Crypto activity determined as “high risk” is more prevalent in Eastern Europe than in any other region, amidst the Russia-Ukraine war, according to a Thursday report by blockchain analytics firm Chainalysis.
Eastern Europe is the fifth-largest regional cryptocurrency market, according to Chainalysis, with US$630.9 billion in value received on-chain between July 2021 and June 2022. That represents 10% of global transaction activity during the period studied, which is relatively in line with past performances.
About 18% of the crypto activity in Eastern Europe is associated with “risky or illicit” activity, according to the report, representing the highest rate of any region measured by Chainalysis. However, it is primarily from transactions considered risky, with the bloc’s rate of illicit transactions below sub-Saharan Africa and Latin America and on par with North America.
A significant driver of the region’s high rate of risky activity is the prevalence of “high-risk exchanges,” which have little to no know-your-customer (KYC) information standards. The report said that such exchanges represent about 6% of transaction activity in the region, compared to 1.2% for the next-closest region.
In Russia, Eastern Europe’s largest country, sanctions in response to the Ukraine invasion are restricting citizens from accessing many international crypto services and could be pushing them to riskier services. The EU further tightened restrictions on Russian crypto transactions last week, banning all crypto-asset wallets, accounts or custody services from the country.
Russia’s cryptocurrency transactions, both in crypto-to-crypto and crypto-to-fiat currency, surged in March following the Ukraine invasion, the report said. An anonymous expert who’s worked with financial intelligence units in Eastern Europe told Chainalysis that oligarchs and ordinary people were looking for ways to get money outside Russia or cash out.
As restrictions set in during the months following the March surge, crypto transactions measured by Chainalysis have decreased in Russia. During the same time, Russians were moving to new exchanges in countries like Kazakhstan and Georgia, Chainalysis’ source said.

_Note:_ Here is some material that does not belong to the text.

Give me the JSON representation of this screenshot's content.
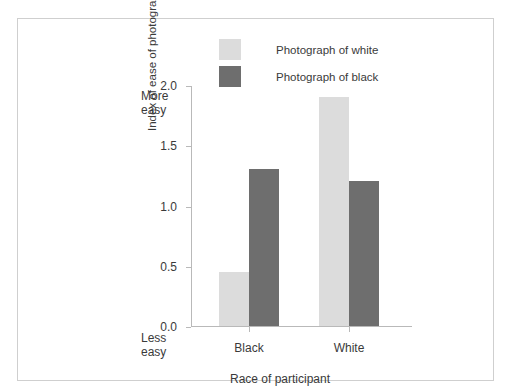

Russia has already seen an outsized amount of ransomware and crypto-based money laundering activity historically, according to past research from Chainalysis.
Ukraine also saw increases in crypto-related transactions after the war began in March, according to the report. But Ukraine’s crypto activity involving the national currency hryvnia trended down in the following months.
Tatiana Dmytrenko, a high-ranking adviser in Ukraine’s Ministry of Finance cited in the Chainalysis report, said the data was likely due to incremental relaxing of restrictions on currency cash transactions, such as buying dollars or euros, that went into effect in March.
However, Ukraine has seen a steady increase in crypto-to-crypto transactions since March. Ukraine ranked third in Chainalysis’ 2022 Global Crypto Adoption Index, which measures grassroots crypto adoption by citizens.